FOR the first time in its 95-year history, St George’s Crypt, in Leeds, hosted a confirmation service, which its chaplain, the Revd Andy Muckle, described as a “joyous occasion”.
The Christian-based charity works with those living with homelessness and addiction. Twenty-two people, including six members of staff and 16 residents from the Crypt’s Growing Rooms projects were confirmed, surrounded by other participants of the project, friends and family, on 26 July.
Established in 1930 by the Revd Don Robins, the charity accommodates about 160 people each night in both emergency and long-term housing, and serves meals to between 80 and 100 people every day. Set up in 2016, the Growing Rooms project is the only residential narcotics and alcohol-recovery programme for men and women in Leeds.
Mr Muckle told the Church Times that “there’s a real spiritual thirst within the projects”, and that he “was seeing a deeper spiritual journey within staff as well.”
He said that, recently, each summer, project participants travel to Marrick Priory, in North Yorkshire, for activity days. They also visit Ellerton Lake, and “over the last couple of years, there’s been a real tradition that I baptise or renew the baptism vows of the client in the lake. That’s a really lovely moment.”
After receiving a positive response to the discipleship course that he had written, based on clips from the film Risen (Arts, 24 March 2016), Mr Muckle “thought, well, why not have a confirmation service?
“I threw it out there, and I thought we might get two people wanting to be confirmed. And yet, we had six staff and 16 people from the project.”
The confirmation day was “a mixture of joy, tears, and the Holy Spirit”, Mr Muckle continued. He said that he was “proud of each every person being confirmed”.
But it is particularly “powerful for people in recovery to get this sense of a new life, which is resurrection in effect. It’s what the St George’s crypt is built on”.
The Bishop of Kirkstall, the Rt Revd Arun Arora, who presided at the service, told the confirmed that they were “history-makers”, a remark which “struck” Mr Muckle.
“[Bishop Arora] anointed each person, laid his hands on their head, he confirmed them and paused, praying silently for each person. You could hear a pin drop; it was beautiful.”
Mr Muckle hopes to hold a confirmation service each year in the future.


Give the tally of lines in the listing that include "DATE". No other words belong in the answer.

**EXTRACTED RECORDS**.
((
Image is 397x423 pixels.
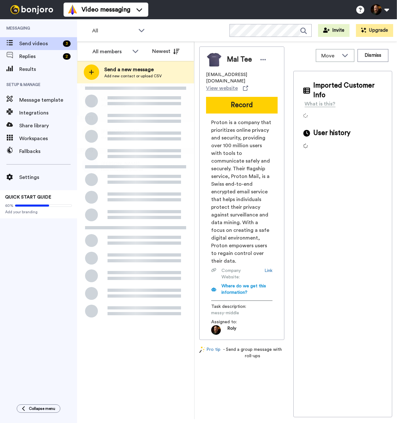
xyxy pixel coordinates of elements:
span: Send videos [19,40,60,48]
img: sl.png [82,157,98,173]
button: Invite [318,24,350,37]
button: Record [206,97,278,114]
div: What is this? [305,100,336,108]
span: Add your branding [5,210,72,215]
button: Upgrade [356,24,393,37]
span: Roly [227,326,236,335]
span: Mal Tee [227,55,252,65]
a: Pro tip [199,347,221,360]
span: Results [19,65,77,73]
div: All members [92,48,129,56]
span: [PERSON_NAME] [101,129,139,135]
span: Replies [19,53,60,60]
a: Link [265,268,273,281]
img: 001b9436-2fdc-4a09-a509-3b060dcd91d9-1736288419.jpg [211,326,221,335]
span: Fallbacks [19,148,77,155]
span: User history [313,128,351,138]
span: Where do we get this information? [222,284,266,295]
span: View website [206,84,238,92]
span: Assigned to: [211,319,256,326]
span: Send a new message [104,66,162,74]
span: Imported Customer Info [313,81,382,100]
a: View website [206,84,248,92]
span: Move [321,52,339,60]
span: New subscriber created [101,167,143,172]
img: sh.png [82,125,98,141]
div: [DATE] [77,83,194,90]
div: 2 hr ago [169,100,191,105]
span: Proton is a company that prioritizes online privacy and security, providing over 100 million user... [211,119,273,265]
span: Share library [19,122,77,130]
span: Task description : [211,304,256,310]
div: [DATE] [169,132,191,137]
div: [DATE] [77,116,194,122]
span: Integrations [19,109,77,117]
span: messy-middle [101,135,139,140]
span: Add new contact or upload CSV [104,74,162,79]
span: Mal Tee [101,97,126,103]
img: Image of Mal Tee [206,52,222,68]
span: messy-middle [211,310,272,317]
button: Newest [147,45,184,58]
button: Collapse menu [17,405,60,413]
img: magic-wand.svg [199,347,205,353]
span: Message template [19,96,77,104]
span: Video messaging [82,5,130,14]
div: 3 [63,40,71,47]
span: messy-middle [101,103,126,108]
img: dd380846-d0d8-438a-8ac2-44b40f435b3f.jpg [82,93,98,109]
div: - Send a group message with roll-ups [199,347,284,360]
div: 2 [63,53,71,60]
div: [DATE] [77,148,194,154]
span: [PERSON_NAME] [101,161,143,167]
span: Collapse menu [29,406,55,412]
span: 60% [5,203,13,208]
img: vm-color.svg [67,4,78,15]
span: Settings [19,174,77,181]
div: [DATE] [169,164,191,170]
img: bj-logo-header-white.svg [8,5,56,14]
span: Workspaces [19,135,77,143]
button: Dismiss [358,49,388,62]
span: All [92,27,135,35]
span: [EMAIL_ADDRESS][DOMAIN_NAME] [206,72,278,84]
span: Company Website : [222,268,259,281]
span: QUICK START GUIDE [5,195,51,200]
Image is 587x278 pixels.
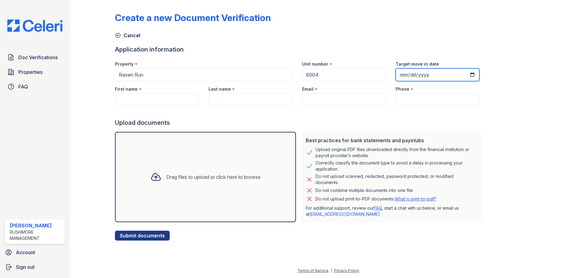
))
**REPLY**. 5